Creek Daze was celebrated last Saturday in Roberts Creek. It is one of the oldest continuing events on the Sunshine Coast.

Roberts Creek Community Association president Scott Avery said that while the event harkens back to an older time, its success comes from adapting it for new generations.

“I basically absorb everybody’s points of view and somehow or another, when it gets down to the crunch, you just kind of do what you have to do at the time,” Avery said. “Which is why everybody loves Creek Daze. It isn’t packaged; it isn’t a dance pattern. It’s just everybody and anybody because it’s always different.”

This year was a little different for Creek Daze because it coincided with the Writers’ Festival and the Hackett Park craft sale in Sechelt, as well as the Rainforest Circus in Porpoise Bay.

In the past Creek Daze has been the only event all weekend, and according to Avery, people would hang out in the Creek all day long. He called this year more of a festival circuit, with people drifting from one thing to the next.

“There’s a bunch of people and myself who are looking at how we can coordinate these events throughout the summer in a way that complements the whole Coast instead of each individual fiefdom,” Avery said.

Avery said Creek Daze in its current form – with the parade, costumes, etc. – started in the 1960s or ’70s, but added that something similar has existed in Roberts Creek since it was first settled.

He compared the event to small country fairs, “where a little community would have pie eating contests and things like that,” he said. “It’s that energy where people aren’t rushed and they aren’t questing for money.
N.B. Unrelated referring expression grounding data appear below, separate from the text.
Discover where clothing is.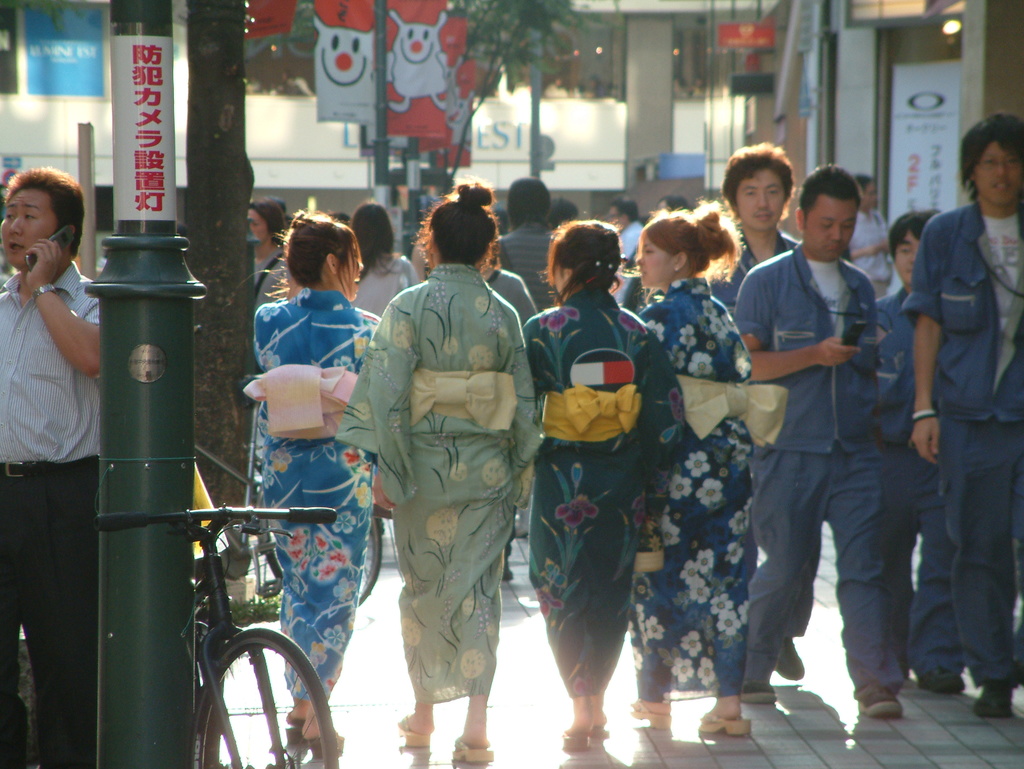
Discovered at locate(514, 286, 689, 698).
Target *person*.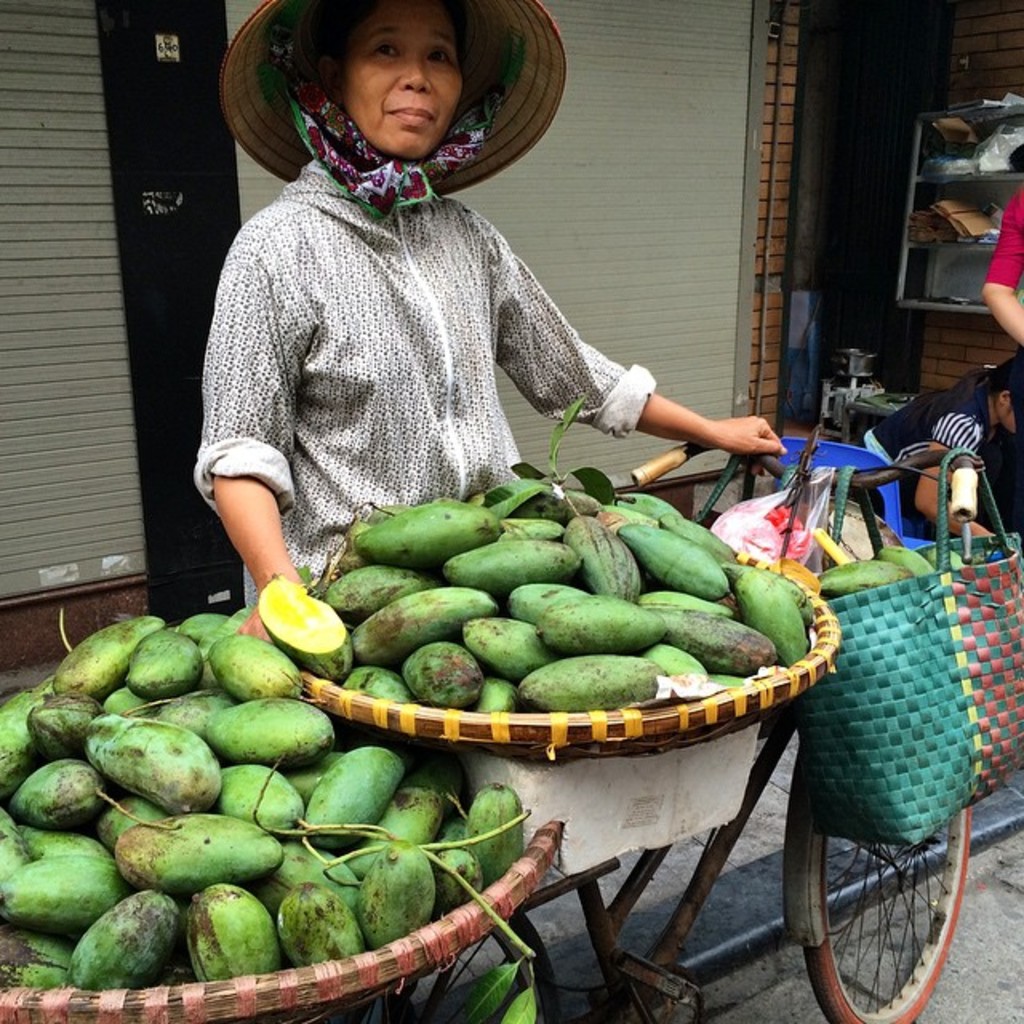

They’re just gathering together for something. That’s what I felt about Roberts Creek this year, is it captured that.”

About 50 volunteers organized the event. Avery was excited to say that the entire day cost nothing, “because we made as much as it cost,” he said.

“Unfortunately in this day and age you have to generate money from these things so you can break even. It’s atrocious how much money you have to make in order to have an event, what with licences and permits you have to pay for along the way.”

Avery estimated that about 1,000 people went through Creek Daze, with 200 people attending the dance at the Roberts Creek Hall after the daytime events. This is where they made most of the money that went towards funding Creek Daze.

“One of my main motivations in everything is to try and pass all of these things on with some kind of knowledge from mentorship to this next generation,” Avery said. “What I’ve found with this [year’s] Creek Daze is there were so many babies, so many kids.”